First-Line Supervisors Of Gambling Services Workers Salary: Kentucky vs Alaska

First-Line Supervisors Of Gambling Services Workers earn a median of $54,580 in Kentucky and $70,820 in Alaska. That is a nominal gap of $16,240 (-22.9%), with Alaska paying more before any cost-of-living adjustment.

Source: U.S. Bureau of Labor Statistics, Occupational Employment and Wage Statistics survey, May 2024 estimates. Cost-of-living adjustment uses BEA Regional Price Parities, most recent release.

$54,580
Kentucky median
$60,537 after COL
$70,820
Alaska median
$69,188 after COL
-22.9%
Nominal gap
Alaska leads
-12.5%
Adjusted gap
Alaska leads after COL

The story behind the numbers

On raw wages, Alaska pays $16,240 more per year than Kentucky for first-line supervisors of gambling services workers, a gap of +22.9%.

After adjusting for cost of living, Alaska still comes out ahead, with roughly $8,650 of extra purchasing power (+12.5% real gap). Local prices do not reverse the nominal advantage.

Full breakdown by location

Detailed wage, employment, and cost-of-living figures for first-line supervisors of gambling services workers in each location. Click through to the full local salary page for percentiles, outlook, and peer areas.
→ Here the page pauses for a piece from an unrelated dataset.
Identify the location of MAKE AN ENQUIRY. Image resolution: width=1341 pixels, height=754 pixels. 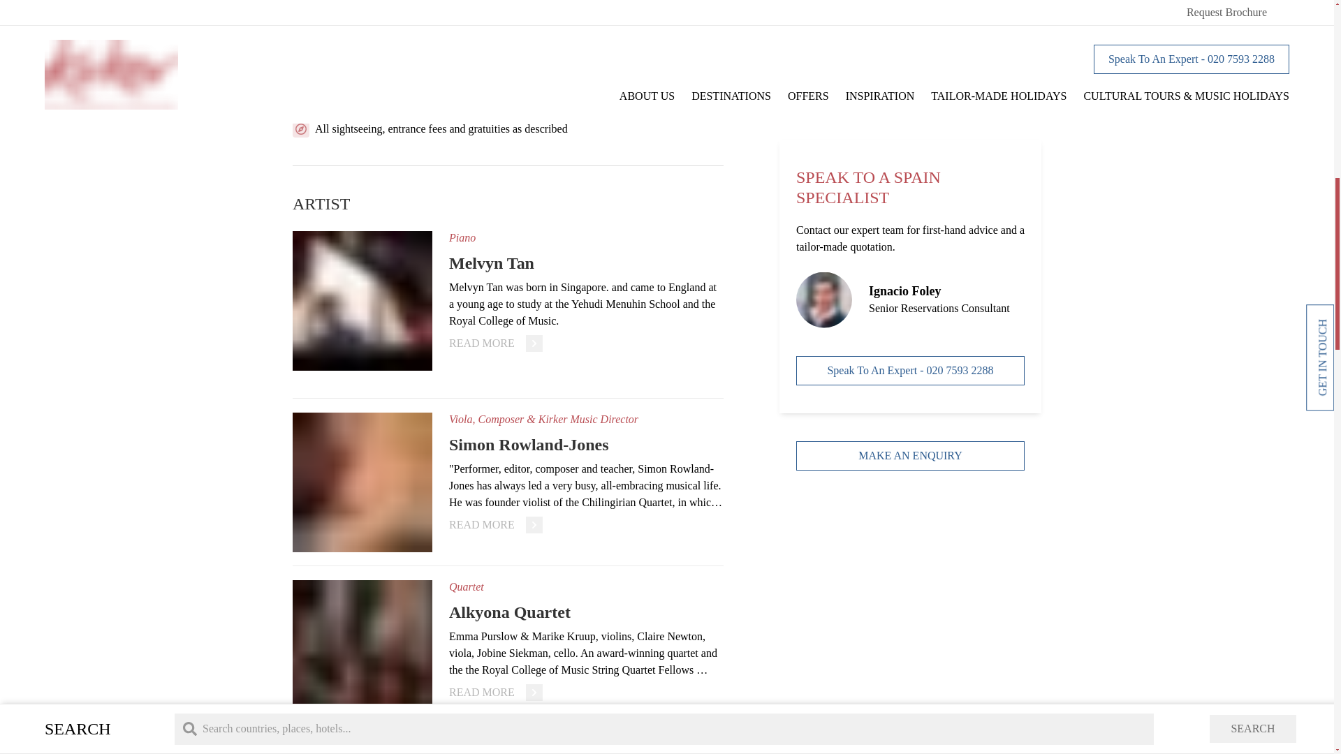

First-Line Supervisors Of Gambling Services Workers

Kentucky

Median salary
$54,580
Mean salary
$54,480
Employment
60
Location quotient
0.19
Jobs per 1,000
0.0
COL-adjusted median
$60,537
Regional Price Parity
90.2%

Exact state RPP match.

Full First-Line Supervisors Of Gambling Services Workers page for Kentucky →

First-Line Supervisors Of Gambling Services Workers

Alaska

Median salary
$70,820
Mean salary
$62,300
Employment
100
Location quotient
1.96
Jobs per 1,000
0.3
COL-adjusted median
$69,188
Regional Price Parity
102.4%

Exact state RPP match.

Full First-Line Supervisors Of Gambling Services Workers page for Alaska →

Related pages

Keep digging into first-line supervisors of gambling services workers from a different angle.

Common questions about this comparison

What does the cost-of-living adjustment actually do? +

It divides each location's nominal median wage by its Regional Price Parity (RPP), which measures how local prices compare to the national average (100 = national). A wage of $100,000 in an area with RPP 120 has the same purchasing power as roughly $83,000 nationally.

Why would the nominal and adjusted winners disagree? +

High-cost metros often pay higher salaries, but not by enough to fully offset the higher cost of housing, goods, and services. When that happens, the location with the lower nominal wage actually offers more real purchasing power.

What is a location quotient? +

The location quotient measures how concentrated an occupation is in a given area versus the national average. A value of 2.0 means the occupation is twice as common there as nationally. It is a signal of what a state specializes in.